[Data items]
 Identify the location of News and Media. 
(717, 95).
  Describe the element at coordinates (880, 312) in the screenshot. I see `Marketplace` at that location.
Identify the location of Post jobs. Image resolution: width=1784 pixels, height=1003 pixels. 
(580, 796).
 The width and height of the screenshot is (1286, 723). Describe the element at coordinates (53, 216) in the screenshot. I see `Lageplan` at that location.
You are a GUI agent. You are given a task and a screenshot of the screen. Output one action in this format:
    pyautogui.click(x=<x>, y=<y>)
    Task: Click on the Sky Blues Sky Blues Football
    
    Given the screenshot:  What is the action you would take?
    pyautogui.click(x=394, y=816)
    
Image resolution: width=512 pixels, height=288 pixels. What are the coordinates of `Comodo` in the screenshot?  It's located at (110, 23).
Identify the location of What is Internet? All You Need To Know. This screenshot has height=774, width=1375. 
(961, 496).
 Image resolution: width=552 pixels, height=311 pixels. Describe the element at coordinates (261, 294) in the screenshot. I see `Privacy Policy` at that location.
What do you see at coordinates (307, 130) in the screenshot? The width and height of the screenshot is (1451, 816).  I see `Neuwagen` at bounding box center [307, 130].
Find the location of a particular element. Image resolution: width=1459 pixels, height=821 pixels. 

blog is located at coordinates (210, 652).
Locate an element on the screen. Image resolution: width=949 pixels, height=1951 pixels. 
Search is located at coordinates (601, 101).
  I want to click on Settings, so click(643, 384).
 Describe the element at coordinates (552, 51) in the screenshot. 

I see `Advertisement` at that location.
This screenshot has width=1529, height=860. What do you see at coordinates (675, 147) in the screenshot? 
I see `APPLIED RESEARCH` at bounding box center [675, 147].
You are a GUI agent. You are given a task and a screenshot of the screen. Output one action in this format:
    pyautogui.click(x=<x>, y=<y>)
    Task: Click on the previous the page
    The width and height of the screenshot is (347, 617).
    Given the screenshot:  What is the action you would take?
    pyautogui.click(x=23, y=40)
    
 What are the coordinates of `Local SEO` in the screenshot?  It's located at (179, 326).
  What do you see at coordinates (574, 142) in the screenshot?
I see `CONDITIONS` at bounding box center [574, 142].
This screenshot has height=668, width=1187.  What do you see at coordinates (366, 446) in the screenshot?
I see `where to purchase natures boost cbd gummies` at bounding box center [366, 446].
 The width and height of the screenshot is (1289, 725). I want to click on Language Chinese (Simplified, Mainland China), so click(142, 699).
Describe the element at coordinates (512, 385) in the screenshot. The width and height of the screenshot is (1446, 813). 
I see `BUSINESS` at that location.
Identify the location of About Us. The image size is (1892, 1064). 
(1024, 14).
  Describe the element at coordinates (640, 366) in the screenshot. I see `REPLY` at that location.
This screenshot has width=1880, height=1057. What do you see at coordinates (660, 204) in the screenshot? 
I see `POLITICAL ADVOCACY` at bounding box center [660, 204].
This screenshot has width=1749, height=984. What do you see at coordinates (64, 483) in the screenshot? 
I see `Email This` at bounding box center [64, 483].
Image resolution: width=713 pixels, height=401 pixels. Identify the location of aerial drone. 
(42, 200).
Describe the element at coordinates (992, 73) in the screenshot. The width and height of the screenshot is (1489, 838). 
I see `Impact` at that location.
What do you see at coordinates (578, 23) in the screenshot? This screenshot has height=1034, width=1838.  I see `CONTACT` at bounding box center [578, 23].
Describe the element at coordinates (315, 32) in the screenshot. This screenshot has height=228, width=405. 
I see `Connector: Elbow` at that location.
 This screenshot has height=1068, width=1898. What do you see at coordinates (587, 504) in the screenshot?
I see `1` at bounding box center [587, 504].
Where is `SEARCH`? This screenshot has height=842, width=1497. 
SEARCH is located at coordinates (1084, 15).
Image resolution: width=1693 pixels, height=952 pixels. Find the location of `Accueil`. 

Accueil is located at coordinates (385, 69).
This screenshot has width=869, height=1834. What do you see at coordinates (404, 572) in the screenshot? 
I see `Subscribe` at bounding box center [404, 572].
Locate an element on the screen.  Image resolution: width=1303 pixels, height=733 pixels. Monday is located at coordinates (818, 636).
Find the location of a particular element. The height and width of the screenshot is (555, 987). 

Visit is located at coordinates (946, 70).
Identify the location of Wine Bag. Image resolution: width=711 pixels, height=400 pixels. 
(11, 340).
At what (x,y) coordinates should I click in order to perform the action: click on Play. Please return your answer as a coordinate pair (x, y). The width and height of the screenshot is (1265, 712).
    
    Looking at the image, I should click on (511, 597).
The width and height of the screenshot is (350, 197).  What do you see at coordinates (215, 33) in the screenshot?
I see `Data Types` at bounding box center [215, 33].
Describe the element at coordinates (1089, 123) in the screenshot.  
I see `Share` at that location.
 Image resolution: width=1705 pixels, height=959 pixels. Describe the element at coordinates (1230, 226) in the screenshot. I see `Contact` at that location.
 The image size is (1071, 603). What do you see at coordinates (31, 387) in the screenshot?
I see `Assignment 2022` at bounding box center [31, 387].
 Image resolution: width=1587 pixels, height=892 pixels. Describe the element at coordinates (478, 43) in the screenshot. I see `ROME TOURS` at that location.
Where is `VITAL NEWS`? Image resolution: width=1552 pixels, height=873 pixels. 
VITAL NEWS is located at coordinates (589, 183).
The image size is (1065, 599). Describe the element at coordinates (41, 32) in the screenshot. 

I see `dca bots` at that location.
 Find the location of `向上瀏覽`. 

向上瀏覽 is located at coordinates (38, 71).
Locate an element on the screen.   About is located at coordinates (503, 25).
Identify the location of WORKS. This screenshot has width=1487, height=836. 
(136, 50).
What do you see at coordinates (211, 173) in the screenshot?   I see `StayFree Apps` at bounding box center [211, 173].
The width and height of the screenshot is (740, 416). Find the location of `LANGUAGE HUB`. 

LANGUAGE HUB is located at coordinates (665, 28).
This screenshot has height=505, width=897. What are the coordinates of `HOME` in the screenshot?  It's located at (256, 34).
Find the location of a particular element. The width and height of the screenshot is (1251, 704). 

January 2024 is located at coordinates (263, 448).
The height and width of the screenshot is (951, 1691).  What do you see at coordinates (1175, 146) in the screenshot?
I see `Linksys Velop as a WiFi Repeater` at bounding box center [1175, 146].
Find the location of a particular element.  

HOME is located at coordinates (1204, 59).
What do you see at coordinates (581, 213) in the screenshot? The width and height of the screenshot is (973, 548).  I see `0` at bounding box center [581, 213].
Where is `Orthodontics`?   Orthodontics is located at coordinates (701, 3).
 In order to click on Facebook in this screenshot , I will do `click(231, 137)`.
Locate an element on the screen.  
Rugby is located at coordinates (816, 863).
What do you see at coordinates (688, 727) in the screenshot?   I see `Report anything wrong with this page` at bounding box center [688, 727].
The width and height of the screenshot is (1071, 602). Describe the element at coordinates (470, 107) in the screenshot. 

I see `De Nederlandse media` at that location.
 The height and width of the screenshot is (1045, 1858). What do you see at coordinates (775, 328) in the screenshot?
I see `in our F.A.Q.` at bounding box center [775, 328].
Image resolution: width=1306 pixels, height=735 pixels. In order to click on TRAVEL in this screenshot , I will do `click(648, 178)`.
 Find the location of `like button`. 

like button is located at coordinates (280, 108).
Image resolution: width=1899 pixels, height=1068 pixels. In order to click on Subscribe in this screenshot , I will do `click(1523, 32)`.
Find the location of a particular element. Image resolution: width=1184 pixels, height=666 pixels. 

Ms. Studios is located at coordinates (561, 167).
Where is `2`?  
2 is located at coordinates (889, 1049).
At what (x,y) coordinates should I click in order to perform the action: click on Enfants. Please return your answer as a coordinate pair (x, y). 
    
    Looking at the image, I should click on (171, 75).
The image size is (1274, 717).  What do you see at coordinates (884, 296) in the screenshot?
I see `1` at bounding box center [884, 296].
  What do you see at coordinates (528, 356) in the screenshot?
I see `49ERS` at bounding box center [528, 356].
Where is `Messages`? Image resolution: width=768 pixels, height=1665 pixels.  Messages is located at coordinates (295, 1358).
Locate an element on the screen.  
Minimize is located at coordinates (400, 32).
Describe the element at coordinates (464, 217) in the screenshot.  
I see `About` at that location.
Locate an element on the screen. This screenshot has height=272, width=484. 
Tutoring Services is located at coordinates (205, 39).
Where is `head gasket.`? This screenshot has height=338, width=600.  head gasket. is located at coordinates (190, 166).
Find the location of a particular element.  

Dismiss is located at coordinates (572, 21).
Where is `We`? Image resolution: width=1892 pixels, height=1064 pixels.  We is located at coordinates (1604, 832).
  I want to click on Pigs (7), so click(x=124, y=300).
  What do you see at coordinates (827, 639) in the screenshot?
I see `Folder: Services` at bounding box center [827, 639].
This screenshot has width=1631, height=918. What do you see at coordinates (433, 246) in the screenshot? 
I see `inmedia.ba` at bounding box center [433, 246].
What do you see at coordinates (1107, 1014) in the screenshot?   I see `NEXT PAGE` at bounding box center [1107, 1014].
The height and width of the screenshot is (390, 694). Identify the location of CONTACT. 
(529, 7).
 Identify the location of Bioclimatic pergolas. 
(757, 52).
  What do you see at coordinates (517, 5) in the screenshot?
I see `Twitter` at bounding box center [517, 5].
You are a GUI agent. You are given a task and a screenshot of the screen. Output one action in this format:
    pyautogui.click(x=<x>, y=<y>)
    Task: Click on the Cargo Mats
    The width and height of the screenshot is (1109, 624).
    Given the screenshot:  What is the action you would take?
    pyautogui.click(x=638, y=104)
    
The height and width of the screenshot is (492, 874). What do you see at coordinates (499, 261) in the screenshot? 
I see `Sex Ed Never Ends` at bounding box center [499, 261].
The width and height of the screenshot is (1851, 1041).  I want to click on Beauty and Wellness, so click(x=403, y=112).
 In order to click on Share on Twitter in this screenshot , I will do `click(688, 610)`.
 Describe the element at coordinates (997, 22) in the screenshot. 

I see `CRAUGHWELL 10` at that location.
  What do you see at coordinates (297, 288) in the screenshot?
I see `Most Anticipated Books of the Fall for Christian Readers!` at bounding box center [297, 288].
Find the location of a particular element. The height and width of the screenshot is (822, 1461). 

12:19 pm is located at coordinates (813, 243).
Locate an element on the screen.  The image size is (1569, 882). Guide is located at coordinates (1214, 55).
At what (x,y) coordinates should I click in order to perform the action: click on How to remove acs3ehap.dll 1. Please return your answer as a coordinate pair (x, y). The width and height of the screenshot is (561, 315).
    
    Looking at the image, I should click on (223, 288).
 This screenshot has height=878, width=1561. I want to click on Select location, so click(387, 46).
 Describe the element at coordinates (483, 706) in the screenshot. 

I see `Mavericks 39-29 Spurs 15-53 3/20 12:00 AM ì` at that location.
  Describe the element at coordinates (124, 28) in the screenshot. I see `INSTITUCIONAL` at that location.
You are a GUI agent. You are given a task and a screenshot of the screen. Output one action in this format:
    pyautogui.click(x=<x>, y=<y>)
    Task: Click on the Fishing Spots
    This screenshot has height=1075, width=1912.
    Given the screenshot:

→ About this task
Only the lines above starting with the one with "What do you see at coordinates (1107, 1014)" and going through the one with "The width and height of the screenshot is (1109, 624)." are to be copied, word for word and with both ends kept.

→ Answer to the exercise
What do you see at coordinates (1107, 1014) in the screenshot?   I see `NEXT PAGE` at bounding box center [1107, 1014].
The height and width of the screenshot is (390, 694). Identify the location of CONTACT. 
(529, 7).
 Identify the location of Bioclimatic pergolas. 
(757, 52).
  What do you see at coordinates (517, 5) in the screenshot?
I see `Twitter` at bounding box center [517, 5].
You are a GUI agent. You are given a task and a screenshot of the screen. Output one action in this format:
    pyautogui.click(x=<x>, y=<y>)
    Task: Click on the Cargo Mats
    The width and height of the screenshot is (1109, 624).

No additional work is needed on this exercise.